Rosalyn Bird (Deputy Chair): It does, and it would actually be a very interesting question for the office of the lobbying. I’m not sure that I would agree that you sending a request that is not honoured or you don’t actually get a meeting from…. I’m not entirely sure I would actually qualify that as lobbying. But that’s a me versus the office thing. It would be an interesting question for them, actually.
Annabree Fairweather: Then I’m going to want to do all of my requests on the first of the month and not the end of the month, because when it spills over into the next month, then it becomes a part of the record of the following month. It’s silly games in there that you might undertake to try and reduce the frequency or the complicated nature of the reports we submit.
Steve Morissette (Chair): Are there any further questions?
Seeing none, thank you so much, Annabree. As you’ve heard before, we appreciate your input, because it feeds into what we will discuss going forward. Thank you for your time.

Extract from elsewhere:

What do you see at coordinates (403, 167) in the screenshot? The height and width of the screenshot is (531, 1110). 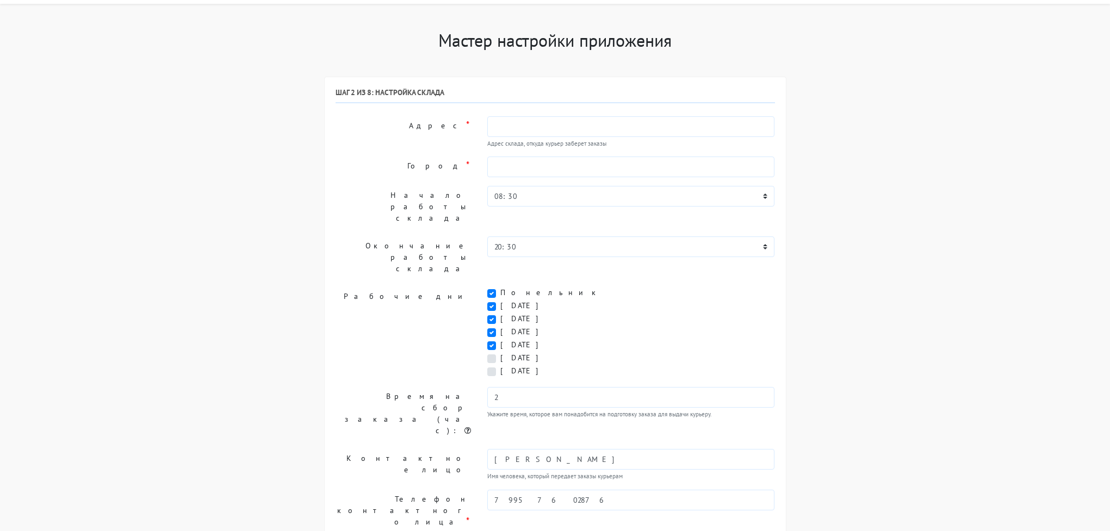 I see `label: Город` at bounding box center [403, 167].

Annabree Fairweather: Good luck.
Steve Morissette (Chair): That concludes our presentations for today. We’ll be meeting again on Wednesday, December 10, to hear additional presentations.
Thank you, everybody, for attending. Thank you for attending online, MLA Sandhu, and for you others in person.
Is there any other business?
Hearing none….
Rosalyn Bird (Deputy Chair): I just have a clarifying question.
Steve Morissette (Chair): Go ahead.
Rosalyn Bird (Deputy Chair): I can’t remember because I didn’t look at the agenda yet for the tenth. Is the office actually…?
Okay. Are they the last ones?
Yeah? Okay.
Steve Morissette (Chair): Perfect.
And thank you to staff.
I’ll now ask for a motion to adjourn.
Motion approved.
Steve Morissette (Chair): The committee now stands adjourned.
The committee adjourned at 3:27 p.m.